I was talking with a friend of mine recently who is a scientist working on hazardous site cleanups, and she was saying that a lot of her work these days is in mitigating forever chemicals, PFCs and PFAS. These are chemicals that just don’t break down. They have to be filtered and sequestered to keep from entering the water system.

These chemicals are in every piece of waterproof gear you own (with the possible exception of Patagonia stuff, which uses a new chemical that is currently thought to be better than PFAS).

This was fascinating to me, because I think of myself, as a cyclist and outdoors person, as an environmentalist by extension, but my buying habits might not back that self-perception up, and that just brings me back to ideas of durability and sustainability and wondering if now isn’t the time (actually, probably 50 years ago was the time, but…) to reassess what I’m buying, how I’m going about my favorite activities, to bring it in line with my values.

Do you think about these things? What, if anything, about the consumption side of the cycling ledger bugs you?

Join the conversation
  1. alanm9 says

    Actually durability is near the top of my list, but more because I’m cheap. My wife and I have the same metal frame bikes for years, drive 10 year old cars in great shape, reuse and recycle, I bike to work most days and she works from home, etc. You know, all the smug stuff. We could do more I’m sure, but on the bell curve I think we’re well down the slope.

  2. Jeff vdD says

    Wait, “not sexy” was gone?

    I over-index on convenience, because of how I value my time. I care for my drivetrain, but might immersion wax extend component life by half again? I’m a sucker for new kit, need to be better at passing the still perfectly good older items along to someone else so there’s one less purchase of new. I drive to a lot of rides. And it’s been year (not a typo) since I purchased one most recently. I can do better on these fronts.

    I tend to keep my bikes, and most are metal, so, there’s that. I patch the few tubes on the few bikes that still wear them. My commute for work (on the rare days I go in) and my local errands are almost always by bike.

    I’m fortunate to be at a point where I’m willing and able to pay for sustainability. Please keep working with producers to pay attention to this. And get me to pay attention.

  3. Ransom says

    I’ve tried reusable veggie bags and beeswax coated cotton storage wraps; unfortunately, avoiding food waste via the impossibility of crisper settings seems to involve a dismaying amount of plastic film.
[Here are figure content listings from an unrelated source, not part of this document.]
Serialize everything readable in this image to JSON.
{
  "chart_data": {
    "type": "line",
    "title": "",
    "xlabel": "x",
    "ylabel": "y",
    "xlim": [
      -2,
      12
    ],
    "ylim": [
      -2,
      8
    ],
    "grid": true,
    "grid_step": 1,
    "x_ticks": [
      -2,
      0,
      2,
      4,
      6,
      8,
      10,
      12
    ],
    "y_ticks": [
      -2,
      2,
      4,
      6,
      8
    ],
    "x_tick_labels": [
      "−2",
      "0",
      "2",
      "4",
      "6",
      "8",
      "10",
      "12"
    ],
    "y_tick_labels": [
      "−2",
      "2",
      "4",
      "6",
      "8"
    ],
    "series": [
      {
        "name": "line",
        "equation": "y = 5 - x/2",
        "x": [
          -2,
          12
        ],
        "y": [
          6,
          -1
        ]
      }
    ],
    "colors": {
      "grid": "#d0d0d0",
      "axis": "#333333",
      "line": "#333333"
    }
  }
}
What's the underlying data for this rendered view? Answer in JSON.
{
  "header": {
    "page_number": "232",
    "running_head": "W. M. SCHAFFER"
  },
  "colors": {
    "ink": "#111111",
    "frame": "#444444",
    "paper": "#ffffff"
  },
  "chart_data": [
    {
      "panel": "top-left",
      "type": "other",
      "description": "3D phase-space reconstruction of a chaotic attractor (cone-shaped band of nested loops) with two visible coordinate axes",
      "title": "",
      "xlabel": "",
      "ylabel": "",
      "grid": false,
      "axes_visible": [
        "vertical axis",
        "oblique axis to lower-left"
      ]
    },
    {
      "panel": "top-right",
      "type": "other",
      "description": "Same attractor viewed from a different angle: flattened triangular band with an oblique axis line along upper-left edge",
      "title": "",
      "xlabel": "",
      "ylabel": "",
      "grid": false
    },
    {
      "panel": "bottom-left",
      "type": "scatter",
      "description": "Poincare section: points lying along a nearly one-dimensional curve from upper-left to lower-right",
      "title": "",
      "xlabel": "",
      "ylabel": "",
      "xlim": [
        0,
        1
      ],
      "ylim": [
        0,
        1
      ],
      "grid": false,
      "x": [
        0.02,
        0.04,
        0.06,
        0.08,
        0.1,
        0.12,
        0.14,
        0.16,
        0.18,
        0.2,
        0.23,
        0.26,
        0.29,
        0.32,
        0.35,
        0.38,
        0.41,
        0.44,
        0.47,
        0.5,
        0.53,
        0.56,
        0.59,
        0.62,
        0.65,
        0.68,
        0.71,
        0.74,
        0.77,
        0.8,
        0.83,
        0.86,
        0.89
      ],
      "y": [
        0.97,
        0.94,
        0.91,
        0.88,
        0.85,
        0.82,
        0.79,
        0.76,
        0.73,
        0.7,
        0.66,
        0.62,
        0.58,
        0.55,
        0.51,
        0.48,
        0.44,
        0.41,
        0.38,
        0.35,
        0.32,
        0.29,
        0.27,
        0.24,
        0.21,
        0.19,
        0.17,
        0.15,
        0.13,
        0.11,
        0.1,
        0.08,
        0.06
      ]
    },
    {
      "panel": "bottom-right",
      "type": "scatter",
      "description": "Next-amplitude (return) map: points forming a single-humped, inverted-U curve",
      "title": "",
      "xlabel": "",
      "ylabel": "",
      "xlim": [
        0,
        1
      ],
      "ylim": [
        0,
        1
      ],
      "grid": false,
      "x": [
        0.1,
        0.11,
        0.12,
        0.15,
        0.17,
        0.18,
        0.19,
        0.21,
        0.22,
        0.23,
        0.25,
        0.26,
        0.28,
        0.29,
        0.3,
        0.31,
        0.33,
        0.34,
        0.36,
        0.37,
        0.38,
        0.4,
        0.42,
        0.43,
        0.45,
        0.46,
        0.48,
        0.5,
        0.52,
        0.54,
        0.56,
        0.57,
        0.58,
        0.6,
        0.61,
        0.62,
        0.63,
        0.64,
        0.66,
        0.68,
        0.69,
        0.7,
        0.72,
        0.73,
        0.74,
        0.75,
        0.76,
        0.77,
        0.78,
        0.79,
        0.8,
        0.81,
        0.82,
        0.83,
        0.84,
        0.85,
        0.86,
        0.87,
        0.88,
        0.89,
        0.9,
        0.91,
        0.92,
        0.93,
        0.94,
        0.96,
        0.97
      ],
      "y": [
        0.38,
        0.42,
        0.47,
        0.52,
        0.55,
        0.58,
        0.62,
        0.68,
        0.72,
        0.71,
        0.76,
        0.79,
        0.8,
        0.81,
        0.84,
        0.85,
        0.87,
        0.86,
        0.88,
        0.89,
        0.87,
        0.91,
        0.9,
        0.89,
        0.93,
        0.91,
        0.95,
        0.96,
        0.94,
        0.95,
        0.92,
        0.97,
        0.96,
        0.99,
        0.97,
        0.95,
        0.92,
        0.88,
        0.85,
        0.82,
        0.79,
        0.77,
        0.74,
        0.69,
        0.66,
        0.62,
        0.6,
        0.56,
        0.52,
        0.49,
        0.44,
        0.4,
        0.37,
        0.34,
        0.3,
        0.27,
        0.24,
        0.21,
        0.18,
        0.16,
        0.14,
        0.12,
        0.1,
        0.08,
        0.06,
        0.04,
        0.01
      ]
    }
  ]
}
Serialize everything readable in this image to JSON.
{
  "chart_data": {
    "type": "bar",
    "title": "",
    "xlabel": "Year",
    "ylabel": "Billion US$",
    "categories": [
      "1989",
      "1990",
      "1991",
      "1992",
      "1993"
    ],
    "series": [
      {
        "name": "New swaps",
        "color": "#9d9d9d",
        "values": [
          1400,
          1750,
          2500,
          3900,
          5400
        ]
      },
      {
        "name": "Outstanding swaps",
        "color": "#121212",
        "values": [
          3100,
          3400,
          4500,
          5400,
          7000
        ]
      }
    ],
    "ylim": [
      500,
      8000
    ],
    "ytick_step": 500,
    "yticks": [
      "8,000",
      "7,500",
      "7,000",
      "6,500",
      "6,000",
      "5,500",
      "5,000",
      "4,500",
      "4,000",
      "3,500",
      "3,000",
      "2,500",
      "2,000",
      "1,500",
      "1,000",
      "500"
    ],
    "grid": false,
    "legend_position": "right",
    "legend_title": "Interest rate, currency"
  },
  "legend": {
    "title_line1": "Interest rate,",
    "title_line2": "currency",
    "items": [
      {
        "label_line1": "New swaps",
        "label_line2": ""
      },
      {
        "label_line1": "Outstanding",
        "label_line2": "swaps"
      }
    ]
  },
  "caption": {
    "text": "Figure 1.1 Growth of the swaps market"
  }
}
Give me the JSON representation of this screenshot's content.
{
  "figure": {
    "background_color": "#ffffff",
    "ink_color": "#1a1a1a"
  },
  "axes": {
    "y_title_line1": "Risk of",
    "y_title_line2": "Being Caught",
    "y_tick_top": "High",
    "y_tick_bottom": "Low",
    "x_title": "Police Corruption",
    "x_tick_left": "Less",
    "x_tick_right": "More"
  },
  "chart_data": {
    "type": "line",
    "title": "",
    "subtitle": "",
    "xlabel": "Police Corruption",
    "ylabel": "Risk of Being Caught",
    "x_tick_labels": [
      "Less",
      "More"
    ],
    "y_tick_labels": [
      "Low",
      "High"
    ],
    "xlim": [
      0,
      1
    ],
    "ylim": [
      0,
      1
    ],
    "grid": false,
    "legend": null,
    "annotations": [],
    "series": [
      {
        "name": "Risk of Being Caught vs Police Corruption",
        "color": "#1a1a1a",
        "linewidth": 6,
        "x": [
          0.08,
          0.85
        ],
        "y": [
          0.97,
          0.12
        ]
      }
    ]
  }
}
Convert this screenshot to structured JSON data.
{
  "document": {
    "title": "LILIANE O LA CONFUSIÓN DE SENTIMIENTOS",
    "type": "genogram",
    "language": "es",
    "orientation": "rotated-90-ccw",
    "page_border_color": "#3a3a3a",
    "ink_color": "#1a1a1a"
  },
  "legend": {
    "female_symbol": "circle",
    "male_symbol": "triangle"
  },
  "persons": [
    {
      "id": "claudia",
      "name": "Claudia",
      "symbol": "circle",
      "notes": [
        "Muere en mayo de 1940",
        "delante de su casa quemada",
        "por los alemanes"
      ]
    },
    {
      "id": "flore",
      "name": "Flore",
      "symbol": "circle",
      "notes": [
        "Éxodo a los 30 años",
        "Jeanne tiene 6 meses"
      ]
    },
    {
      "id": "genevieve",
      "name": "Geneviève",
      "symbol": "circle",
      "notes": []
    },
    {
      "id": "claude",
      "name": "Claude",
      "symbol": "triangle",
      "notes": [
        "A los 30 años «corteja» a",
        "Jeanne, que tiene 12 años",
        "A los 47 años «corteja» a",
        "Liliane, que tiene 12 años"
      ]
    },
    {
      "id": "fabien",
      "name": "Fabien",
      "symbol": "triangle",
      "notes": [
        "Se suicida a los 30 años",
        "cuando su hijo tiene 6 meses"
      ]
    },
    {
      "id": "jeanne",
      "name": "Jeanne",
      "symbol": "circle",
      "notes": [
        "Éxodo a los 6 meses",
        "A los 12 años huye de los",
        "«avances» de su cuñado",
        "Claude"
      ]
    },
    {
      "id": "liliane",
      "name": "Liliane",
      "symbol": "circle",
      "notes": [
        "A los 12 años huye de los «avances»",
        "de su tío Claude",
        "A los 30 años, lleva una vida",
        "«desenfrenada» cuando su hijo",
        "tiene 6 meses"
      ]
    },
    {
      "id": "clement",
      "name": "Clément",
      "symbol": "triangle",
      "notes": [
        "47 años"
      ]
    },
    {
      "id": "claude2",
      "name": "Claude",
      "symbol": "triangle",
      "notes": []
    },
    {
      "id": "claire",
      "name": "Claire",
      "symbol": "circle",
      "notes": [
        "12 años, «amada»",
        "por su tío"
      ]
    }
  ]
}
This was made clear to my by our recycling service’s collection bag which we fill biweekly despite our increasing alarm. To drag this into the current context, while all my bikes are metal, I’m not sure anyone should torture themselves about two pounds of carbon and epoxy that will bring them great joy for a few years. We should all be looking for ways to do better by the world, but there’s still a lot of low-hanging fruit, and no shortage of opportunities to question our decisions.
    In the fraught conversational climate, please do not take this as any suggestion that you’re worrying about the wrong things; only that in this worthy endeavor you remember to be gentle to yourself and the other folks on the ride.
    With apologies for one last fragment, I often wish we were better at selling “works reliably, and will do for five years” as the peak of luxury. To make “just works” sexy, and not in the Apple “comes with drivers for the latest peripherals” sense.

  4. khal spencer says

    I think I have ranted and railed on this site about the rise of “planned obsolescence” in cycling stuff. Maybe it is not planned to be shitcanned, but when there is this move to “ok, we can slam one more cog into that rear triangle” and leave the rest of us fruitlessly scrambling for replacement parts for our old ten or nine speed rig, that bothers the shit out of me. One, because I hate wasting equipment and two, because philosophically, I think bicycles should be the mark of sustainability.

    Of course if bikes and their bits last half a century, you don’t necessarily sell more of them, so I get that. So where do we land? I don’t race, so I don’t count every gram or every third decimal place of wind drag and I suspect most of us actually don’t need that. So what do we need?